Nursing interventions are created moments. To me, "real nursing" is a moment created to identify and intervene, to connect with a patient and influence that patient to modify behavior or an erroneous thought that holds them back from healing. Nurses Announcements Archive Article
It's one of the most satisfying activities that my job entails.
Last night, I noticed that an A-Fibber had refused Coumadin. That's bad, because A-Fibbers are at very high risk for stroke and MI, so anticoagulation is crucial to their therapy. I stopped what I was doing to talk to my patient about microemboli and how they form and what can happen. The patient was impressed. My explanation was clear and easy to grasp. I finished with, "Look, it's certainly your decision, but I just wanted you to know that without proper treatment, you're putting yourself at risk for a heart attack or a stroke."
The patient agreed to take her Coumadin.
Stuff like that is the stuff that we nurses are instrumental in delivering to our patients. Stuff like that can save lives by increasing or initiating compliance with treatment regimens. Stuff like that is the stuff that gets booted to the bottom of the priority list when we're engaged in passing pills, assessing, admitting and discharging patients.
The patients don't know what they're missing. But I am certain that because I took 15 minutes to develop a rapport with that patient, she will be compliant with the treatment and live many years with an intact brain and heart.
Those intangible interventions cannot be measured, they don't count when the staffing grid is being done, and they never appear on yearly evaluations. But you know and the patient knows that if not for that education, that concern, that time that you took to help the patient understand what was happening to her pathologically, she might not be alive in a year or two.
With that teaching, I saved a life and kept a family from grief just as surely as if I'd jumped on a dead patient's chest and did CPR.
But had that moment interfered with my charting, or had it put me behind in my tasks so that I clocked out a few minutes late, the significance of what I did for that patient would not have mattered--I would be labeled negatively by my boss and by my coworkers.
I stand by my choice and absolutely believe that my nursing skills in educating patients are as important--if not more so in some cases--than physically administering medications and treatments. It's only one of the critical interactions in the nurse-patient relationship that sets nursing apart from other professions.
I have less and less time to educate my patients and help them learn about their conditions. It's very frustrating. It disturbs me to think that months from now when I care for a stroke patient who's in a vegetative state, I will wonder if the attempt was made to educate him way back when he was diagnosed with having A-Fib. As we all know, it takes more than a "Here, read these pamphlets" and moving on to the next task. Sometimes the time management directive needs to be temporarily suspended.
I want to urge nurses who work in hospitals that are understaffed to confirm a little less, to stay a few minutes longer, to perhaps take the ding on the yearly evaluation that results from a few minutes of "excess overtime." I want to remind you all that the time spent educating the patient is nearly as critical as a Code situation. You might get a reputation for being "slow," as I did, but at least you'll rest easy knowing that your teaching saved someone's life.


### [Exercise aim]
Each line in the data holding "located" should be listed.

### [Records to use]
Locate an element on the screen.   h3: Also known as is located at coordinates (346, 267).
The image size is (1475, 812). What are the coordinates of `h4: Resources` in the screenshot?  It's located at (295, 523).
* * *
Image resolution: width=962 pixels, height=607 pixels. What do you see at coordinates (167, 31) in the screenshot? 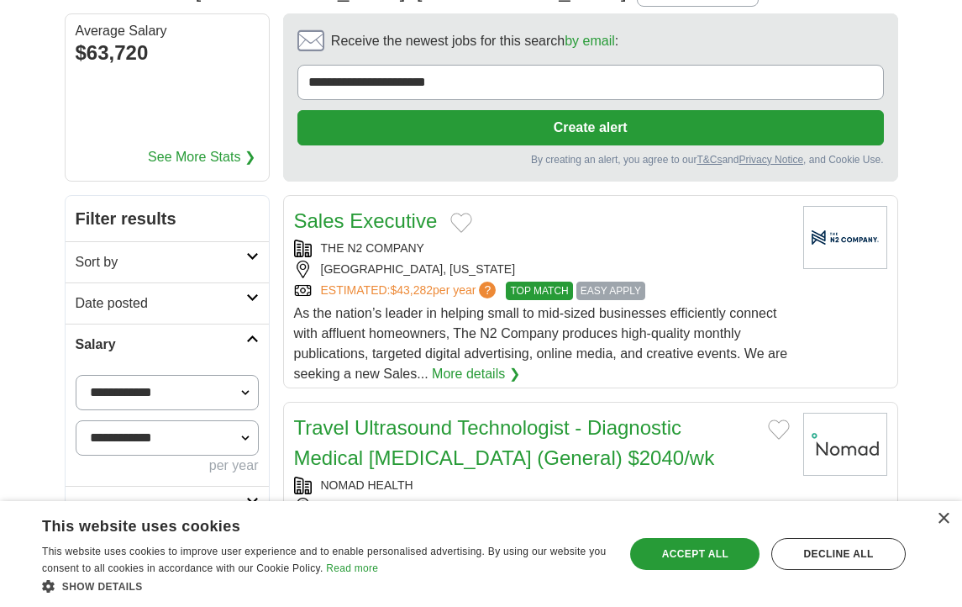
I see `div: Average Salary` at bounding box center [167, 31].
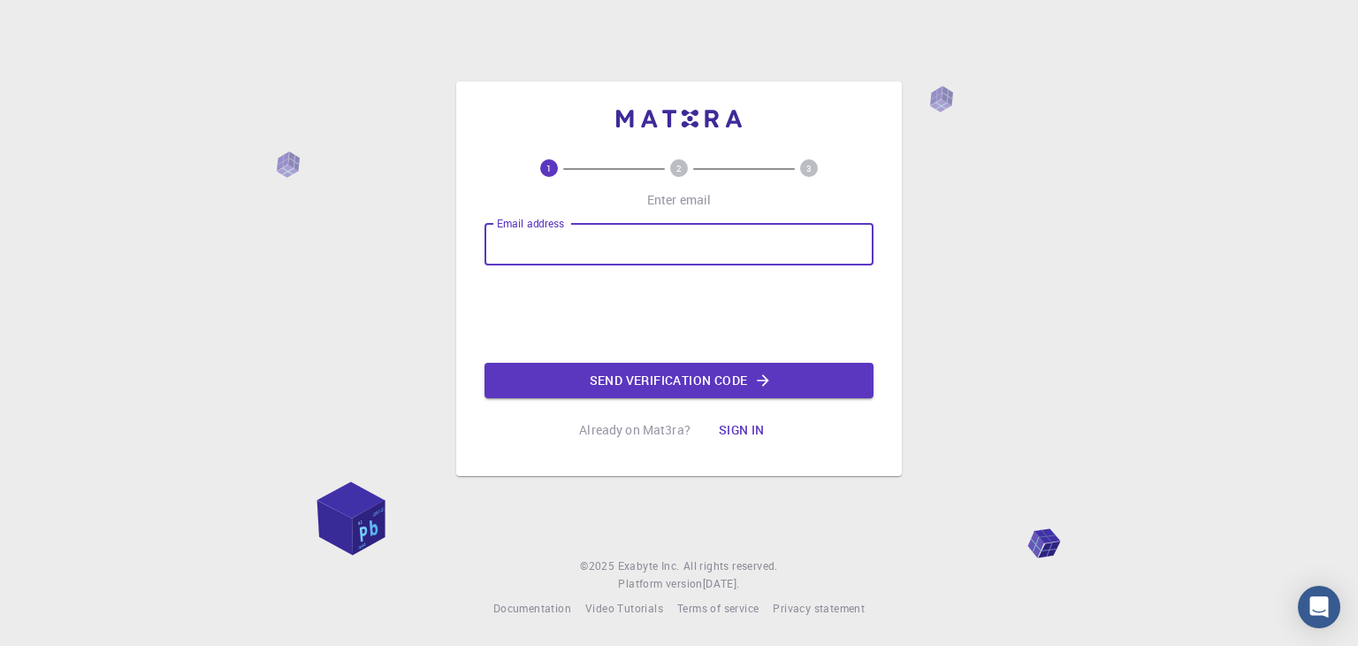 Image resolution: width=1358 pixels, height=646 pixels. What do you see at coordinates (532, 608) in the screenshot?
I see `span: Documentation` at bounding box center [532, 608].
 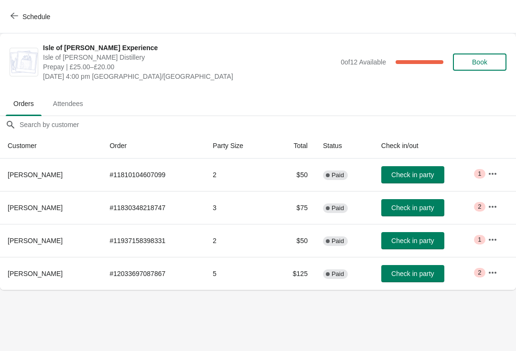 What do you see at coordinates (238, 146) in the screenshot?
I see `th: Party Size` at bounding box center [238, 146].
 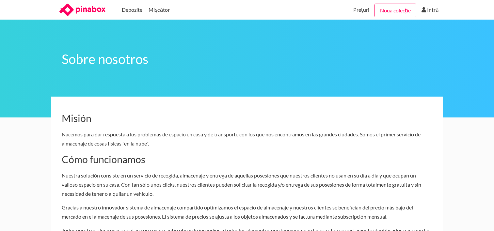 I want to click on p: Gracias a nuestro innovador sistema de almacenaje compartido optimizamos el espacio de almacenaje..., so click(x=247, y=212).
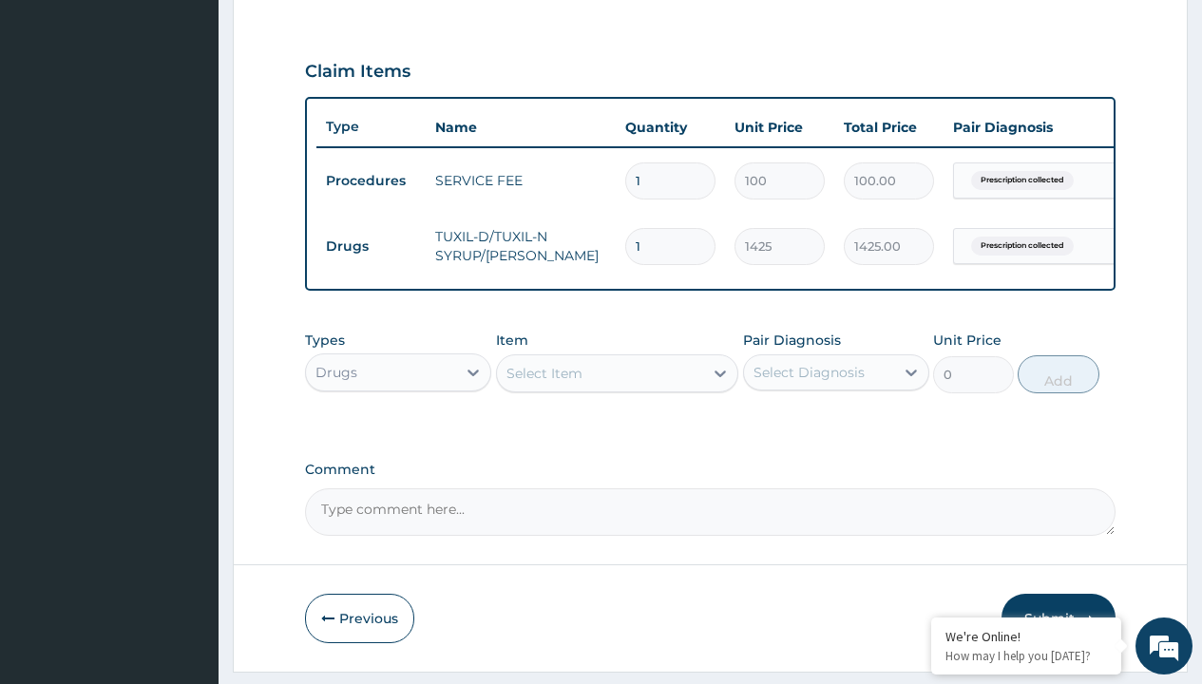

### [Written response]
Locate an element on the screen.   h3: Also known as is located at coordinates (346, 267).
The image size is (1475, 812). What are the coordinates of `h4: Resources` in the screenshot?  It's located at (295, 523).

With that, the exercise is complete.